At 13,300 feet above sea level, La Paz, Bolivia has been used to test the performance of an aircraft at high-altitude airports. The Tibetan plateau in China is also popular with planemakers who need to get in and out of the highest-altitude airports in the world.

And the tests keep coming. The aircraft is dragged on its tail into the air at the lowest possible speed, scraping along the runway; simulated, long-distance airline flights with full passenger loads exercise all the cabin systems; and destinations around the world are visited to ensure that the new plane is compatible with airport infrastructure.

The aircraft will even plow through a massive puddle to ensure that water isn’t ingested into aircraft systems.

Finally, when the test program is completed to the satisfaction of the aviation regulator — such as the FAA, EASA, or Transport Canada — a Type Certificate is granted, which signifies that the design of the aircraft is airworthy and safe.
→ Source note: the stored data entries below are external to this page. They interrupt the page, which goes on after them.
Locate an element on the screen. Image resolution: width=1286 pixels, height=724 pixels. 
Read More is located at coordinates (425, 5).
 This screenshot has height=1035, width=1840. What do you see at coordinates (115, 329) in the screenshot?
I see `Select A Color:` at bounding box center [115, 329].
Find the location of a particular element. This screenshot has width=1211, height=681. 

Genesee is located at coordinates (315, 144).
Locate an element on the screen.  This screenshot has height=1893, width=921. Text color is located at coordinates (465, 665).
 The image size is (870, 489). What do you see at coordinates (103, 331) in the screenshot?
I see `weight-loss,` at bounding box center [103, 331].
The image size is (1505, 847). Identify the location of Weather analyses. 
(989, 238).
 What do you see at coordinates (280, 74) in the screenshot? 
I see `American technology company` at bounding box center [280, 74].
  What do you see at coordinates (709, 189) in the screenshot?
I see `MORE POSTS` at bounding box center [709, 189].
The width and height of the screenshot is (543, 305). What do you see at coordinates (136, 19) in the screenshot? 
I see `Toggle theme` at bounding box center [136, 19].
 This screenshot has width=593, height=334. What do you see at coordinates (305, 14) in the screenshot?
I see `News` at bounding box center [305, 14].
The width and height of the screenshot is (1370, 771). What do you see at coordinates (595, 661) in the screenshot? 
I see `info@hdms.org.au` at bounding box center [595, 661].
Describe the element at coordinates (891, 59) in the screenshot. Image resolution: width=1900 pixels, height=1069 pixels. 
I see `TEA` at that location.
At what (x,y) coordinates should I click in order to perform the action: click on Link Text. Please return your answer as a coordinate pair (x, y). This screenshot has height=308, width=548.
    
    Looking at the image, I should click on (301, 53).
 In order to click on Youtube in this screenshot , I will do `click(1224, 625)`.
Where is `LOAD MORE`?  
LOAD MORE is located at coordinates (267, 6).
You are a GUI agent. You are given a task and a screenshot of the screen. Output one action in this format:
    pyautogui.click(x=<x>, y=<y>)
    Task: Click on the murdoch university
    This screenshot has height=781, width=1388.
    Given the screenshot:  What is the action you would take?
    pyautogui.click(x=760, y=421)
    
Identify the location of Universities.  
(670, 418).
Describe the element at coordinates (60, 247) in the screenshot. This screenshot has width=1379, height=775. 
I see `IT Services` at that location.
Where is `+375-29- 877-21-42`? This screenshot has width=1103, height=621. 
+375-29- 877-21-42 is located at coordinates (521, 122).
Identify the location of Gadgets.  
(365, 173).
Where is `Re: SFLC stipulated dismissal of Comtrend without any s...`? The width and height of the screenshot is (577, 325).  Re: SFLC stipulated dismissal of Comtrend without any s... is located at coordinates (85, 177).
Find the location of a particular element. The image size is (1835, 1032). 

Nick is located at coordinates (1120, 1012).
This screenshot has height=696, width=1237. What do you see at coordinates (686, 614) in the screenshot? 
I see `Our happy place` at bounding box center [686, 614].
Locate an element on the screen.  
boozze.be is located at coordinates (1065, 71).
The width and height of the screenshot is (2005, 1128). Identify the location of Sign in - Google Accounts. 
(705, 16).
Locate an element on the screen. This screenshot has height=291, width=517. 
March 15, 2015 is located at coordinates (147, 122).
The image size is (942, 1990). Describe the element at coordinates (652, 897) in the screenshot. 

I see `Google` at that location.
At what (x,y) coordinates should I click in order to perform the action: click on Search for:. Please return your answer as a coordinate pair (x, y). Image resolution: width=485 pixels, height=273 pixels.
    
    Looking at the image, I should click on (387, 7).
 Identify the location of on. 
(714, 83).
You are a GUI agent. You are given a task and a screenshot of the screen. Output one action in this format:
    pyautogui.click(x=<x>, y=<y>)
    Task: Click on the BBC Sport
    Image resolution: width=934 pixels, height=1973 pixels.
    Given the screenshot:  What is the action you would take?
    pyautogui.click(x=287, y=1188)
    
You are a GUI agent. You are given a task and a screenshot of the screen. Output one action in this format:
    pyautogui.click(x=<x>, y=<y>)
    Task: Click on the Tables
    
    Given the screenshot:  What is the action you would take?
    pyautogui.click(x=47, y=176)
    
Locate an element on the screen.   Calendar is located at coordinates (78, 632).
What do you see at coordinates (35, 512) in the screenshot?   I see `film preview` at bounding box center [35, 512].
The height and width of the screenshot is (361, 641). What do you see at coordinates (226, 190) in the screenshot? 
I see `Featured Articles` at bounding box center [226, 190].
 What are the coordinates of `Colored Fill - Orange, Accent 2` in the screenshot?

After extensive inspection of the manufacturing process by the regulator, the airframer will then be granted a Production Certificate, giving it approval to build the new aircraft over and over again.

As the assembly line ramps up and each new aircraft destined for an airline or corporate customer rolls out, it undergoes production and customer flight tests that conclude with the granting of an Airworthiness Certificate that’s unique to each new plane.

Then and only then is it ready to fly paying passengers.